Toronto’s film festival is already disgraced before it opens. TIFF tried to pull Barry Avrich’s documentary The Road Between Us: The Ultimate Rescue, which shows retired Israeli General Noam Tibon’s desperate effort to evacuate his family as Hamas terrorists who came from Gaza ravaged southern Israel on October 7. In an atrocious move TIFF demanded clearance from Hamas themselves to use footage of the killings. That was not accountability, it was surrender. Donors and politicians erupted and only then did TIFF reverse course. The film is now buried in a single afternoon slot, September 10 at 2 p.m. at Roy Thomson Hall, a hidden screening rather than a centerpiece event.
Meanwhile the Gaza narrative gets full Hollywood prestige and prime time. The Voice of Hind Rajab, a drama backed by Brad Pitt, Joaquin Phoenix, Rooney Mara, Alfonso Cuarón and Jonathan Glazer, will premiere in Venice on September 3 and then be paraded at TIFF on September 7. A glamorous opening night with cameras flashing will celebrate Gaza. A film about a Jewish massacre gets an afternoon slot with no fanfare.

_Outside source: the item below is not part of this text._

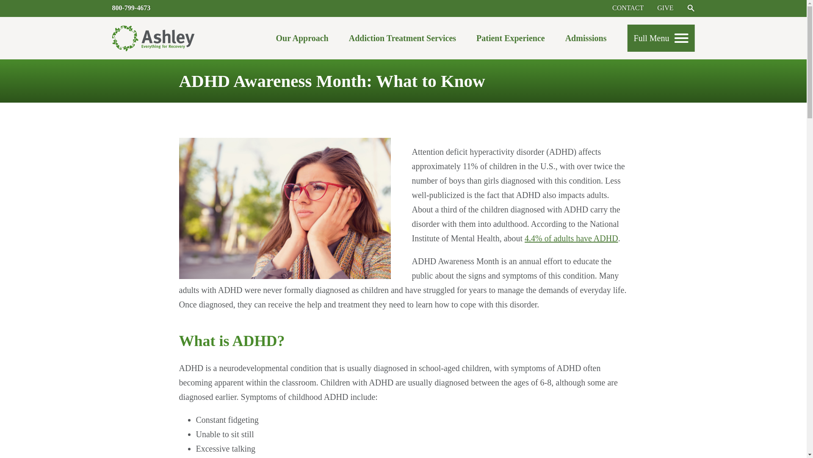  Describe the element at coordinates (628, 8) in the screenshot. I see `CONTACT` at that location.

TIFF’s complicity runs deeper. It is sponsoring the Toronto Palestine Film Festival, an event founded to mark the Nakba, the Palestinian term for the creation of Israel in 1948. The festival declares its mission is to amplify Palestinian narratives of resistance and suffering. It is directly supported by the City of Toronto and the Canada Council for the Arts. That means taxpayer dollars are being used to fund an event that frames Israel’s founding as a catastrophe while TIFF lends its name and prestige to the cause.

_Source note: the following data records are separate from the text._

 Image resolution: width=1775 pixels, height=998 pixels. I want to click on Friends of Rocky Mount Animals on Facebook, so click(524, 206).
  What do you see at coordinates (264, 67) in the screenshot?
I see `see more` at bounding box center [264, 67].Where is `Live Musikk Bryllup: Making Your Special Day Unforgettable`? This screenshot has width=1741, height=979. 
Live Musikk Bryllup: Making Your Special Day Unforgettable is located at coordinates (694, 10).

Jewish Torontonians are furious. Their grief was nearly erased because TIFF demanded terrorist approval. Their story is hidden in a dead afternoon slot. Gaza stories are given Hollywood stars, red carpets and taxpayer backing. The contrast is obscene. TIFF is parading Gaza propaganda with government support while shoving the massacre of Jews into the shadows.